Spinosaurus Could Be First Semi-Aquatic Dinosaur (Video)

New research has shown that the Spinosaurus, the largest carnivorous dinosaur, might have been just as well suited for life in the water as on land.
9/12/2014
Updated:
9/1/2015

Spinosaurus, the largest of all carnivorous dinosaurs, may have been just as well-equipped for life in the water as on land. The Cretaceous-era dinosaur was even bigger than a T. Rex and measured in at 50 feet long with a sail on its back as tall as an adult man.

And a new fossil construction suggests the creature likely stalked prey by moving through the water like a crocodile.

The report, published Thursday in the journal Science, says new fossils show Spinosaurus had rake-like teeth perfect for pulling in fish, had nostrils part way up its snout making it easier to breath in the water and was likely incapable of standing on two legs.

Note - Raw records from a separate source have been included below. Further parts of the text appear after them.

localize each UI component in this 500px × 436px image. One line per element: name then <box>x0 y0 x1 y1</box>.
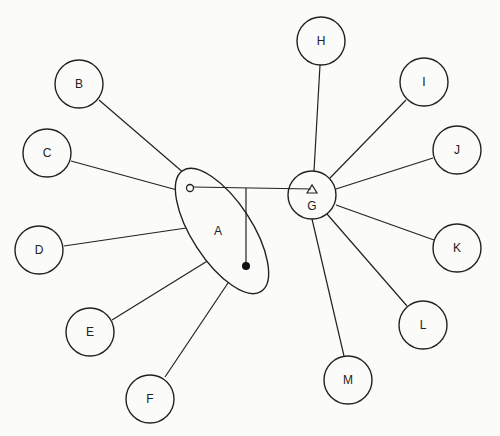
node-label: K <box>453 241 461 255</box>
edge-l-g <box>327 214 407 306</box>
edge-k-g <box>336 205 434 240</box>
filled-dot-icon <box>242 262 250 270</box>
node-label: H <box>317 34 326 48</box>
node-k[interactable]: K <box>433 224 481 272</box>
edge-h-g <box>314 65 320 171</box>
edge-d-a <box>64 227 193 246</box>
node-b[interactable]: B <box>55 60 103 108</box>
node-m[interactable]: M <box>324 356 372 404</box>
node-label: F <box>146 392 153 406</box>
node-j[interactable]: J <box>433 126 481 174</box>
edge-m-g <box>312 219 344 356</box>
edge-e-a <box>112 260 209 320</box>
node-label: B <box>75 77 83 91</box>
network-diagram: AG BCDEFHIJKLM <box>0 0 500 436</box>
hubs: AG <box>158 154 336 307</box>
hub-a[interactable]: A <box>158 154 287 307</box>
node-label: D <box>35 243 44 257</box>
open-circle-icon <box>187 185 194 192</box>
hub-a-label: A <box>214 224 222 238</box>
node-f[interactable]: F <box>126 375 174 423</box>
node-l[interactable]: L <box>399 301 447 349</box>
edge-c-a <box>71 161 177 190</box>
node-label: M <box>343 373 353 387</box>
node-h[interactable]: H <box>297 17 345 65</box>
node-label: C <box>43 146 52 160</box>
node-d[interactable]: D <box>15 226 63 274</box>
node-label: J <box>454 143 460 157</box>
node-label: I <box>422 75 425 89</box>
node-c[interactable]: C <box>23 129 71 177</box>
hub-g-label: G <box>307 199 316 213</box>
hub-g[interactable]: G <box>288 171 336 219</box>
edge-i-g <box>330 100 406 178</box>
edge-b-a <box>99 100 185 174</box>
node-i[interactable]: I <box>400 58 448 106</box>
edge-f-a <box>165 277 232 377</box>
edge-j-g <box>336 158 433 189</box>
node-label: L <box>420 318 427 332</box>
node-e[interactable]: E <box>66 308 114 356</box>
node-label: E <box>86 325 94 339</box>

A dinosaur expert explains to National Geographic that the creature’s narrow hips and short thighs are big clues that it likely spent a lot of time in the water.

“This doesn’t make much sense for a land animal that makes a living chasing other land animals. But if it is an animal that doesn’t spend most of its time on land, but instead in the water, it doesn’t need strong leg muscles.”

A paleontologist told The New York Times the evidence that the creature lived a semi-aquatic lifestyle was “quite convincing” but only added to the animal’s strangeness, referring to the way it moved on land with four legs.

LiveScience  says that while this discovery answers a lot of questions about the Spinosaurus, it still doesn’t provide an explanation for the enormous sail on its back. The most accepted theory is that it served some sort of display function.

It’s pretty crazy this research happened at all. The most complete skeleton of Spinosaurus was destroyed in 1944 when the British Royal Air Force accidentally bombed a Munich paleontology museum during World War II.

The Guardian says this led to a sort of dry spell for research on the creature until Nazir Ibrahim, the new study’s lead author, got lucky when a stranger handed him a box of fossils that happened to be from a Spinosaurus.

The first bones of a Spinosaurus were discovered in an Egyptian desert in 1911.